"It's not so much of a swim," said Jack. "The current carries us. I'll tow the axe on a stick or two. But the water's like ice."
"I can stand if it you can," Vassall said doggedly.
Jack looked at him with a gleam of approval. "Come on and feed then," he said off-hand.
They wakened Baldwin Ferrie to stand the last watch, and sat down to the cold victuals Humpy had left for them. In front of them the other men still slept, an odd sight, the three of them rolled up like corpses in a row in the morning light: lieutenant-governor, half-breed, and cook, as much alike as three trussed chickens.
While Jack ate, he issued his instructions to Ferrie: "Wake Humpy at five, and tell him to get a move on with breakfast. As soon as Vassall and I knock the raft together, we'll cross back to this side, but the current will carry us down about a third of a mile. When the rest of you have finished eating, pack up and come down to the shore. You'll have to walk along the stones to the first big point on this side. Bald Point, they call it, because of the trees being burned off. Lose no time, because we must be started by eight, if we mean to make Fort Cheever by dark."
Jack and Vassall, clad only in shirt, trousers, and moccasins, scrambled down the steep bank to the water's edge. Vassall looked at the swirling green flood with a shiver.
"Tie your moccasins around your neck," Jack said. "Leave your other things on. They'll soon dry as we work around. Head straight out into midstream, and you'll find the current will ground you on the point of the bar below."
The water gripped them with icy fingers that squeezed all the breath out of their lungs. Vassall set his teeth hard, and struck out after Jack. They were both livid and numb when they finally landed, and Jack forced Vassall to run up and down the bar with him, until the blood began to stir in their veins again. Then they attacked the tangled pile of drift logs.
Eight bleached trunks as heavy as they could pry loose and roll down to the water's edge provided the displacement of the raft. Jack chopped them to an equal length, and laced them together with his rope. On these they laid several cross-pieces, and on the cross-pieces, in turn, a floor of light poles, the whole stoutly lashed together. The outfit was completed by two roughly hewn sweeps and a pair of clumsy trestles in which to swing them. They were greatly handicapped by the lack of an auger and of hammer and nails, and the result of their labour was more able than shipshape. Four strenuous hours went to the making of it.
"She'll hold," said Jack at last, "if we don't hit anything."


TASK DIRECTIONS -
Scan the records below. Report the number of lines containing the word "pixels", and nothing more.

DATA PROVIDED -
_ _ _ _ _ _ _
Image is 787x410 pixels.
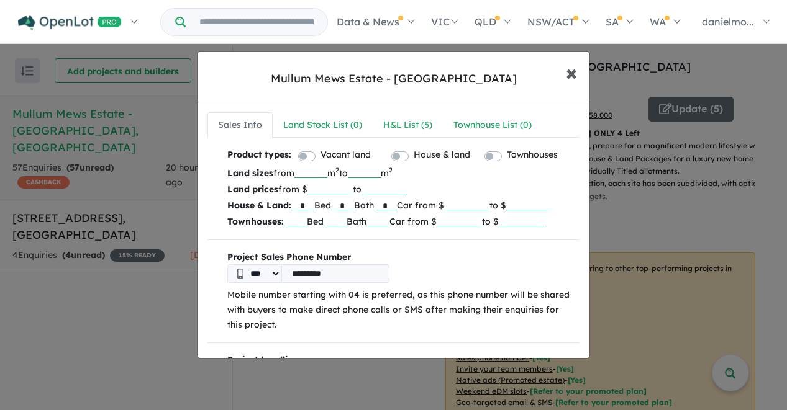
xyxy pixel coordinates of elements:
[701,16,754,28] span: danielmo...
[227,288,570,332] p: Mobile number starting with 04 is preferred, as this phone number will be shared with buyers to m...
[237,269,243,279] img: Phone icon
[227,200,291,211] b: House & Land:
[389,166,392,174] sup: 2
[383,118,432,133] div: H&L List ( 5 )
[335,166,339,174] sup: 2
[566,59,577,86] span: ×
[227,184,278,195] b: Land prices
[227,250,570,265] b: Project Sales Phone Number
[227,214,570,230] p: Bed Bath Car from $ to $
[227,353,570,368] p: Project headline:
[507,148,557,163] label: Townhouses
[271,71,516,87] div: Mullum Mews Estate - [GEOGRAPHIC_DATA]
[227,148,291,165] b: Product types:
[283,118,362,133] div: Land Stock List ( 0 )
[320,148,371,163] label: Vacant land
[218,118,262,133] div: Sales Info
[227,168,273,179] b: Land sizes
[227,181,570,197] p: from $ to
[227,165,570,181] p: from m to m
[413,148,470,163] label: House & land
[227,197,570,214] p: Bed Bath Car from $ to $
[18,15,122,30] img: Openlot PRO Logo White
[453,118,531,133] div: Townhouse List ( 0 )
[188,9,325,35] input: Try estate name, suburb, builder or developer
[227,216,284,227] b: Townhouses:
_ _ _ _ _ _ _
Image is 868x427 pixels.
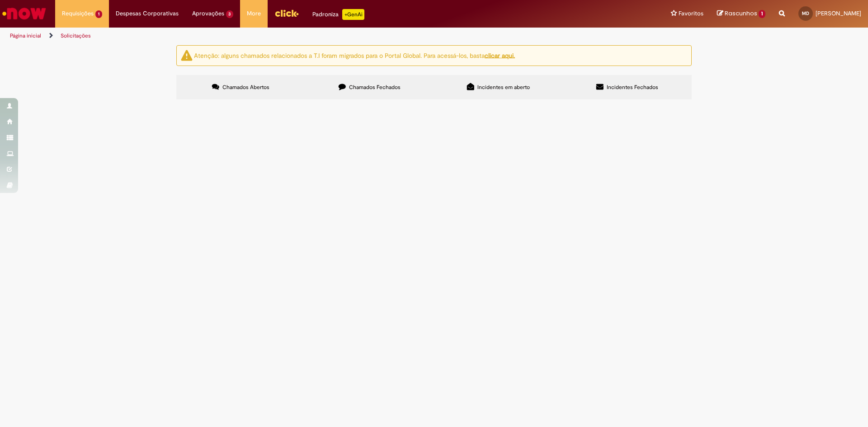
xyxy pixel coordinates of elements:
_ _ _ _ _ _ _
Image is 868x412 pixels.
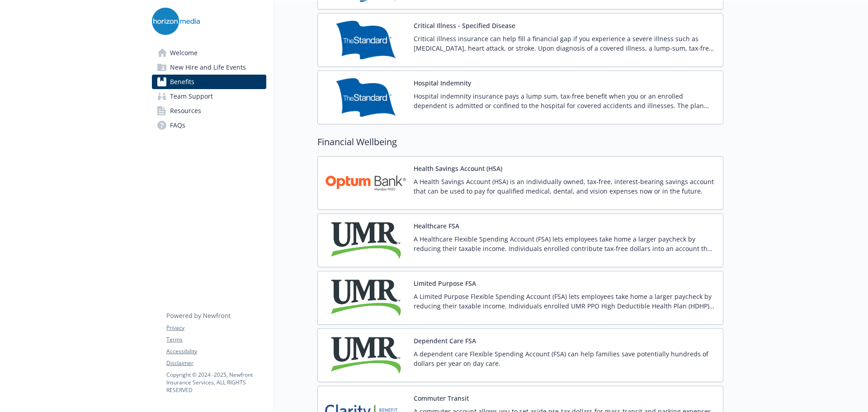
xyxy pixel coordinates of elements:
_ _ _ _ _ _ _
ANSWER TO THE EXERCISE -
3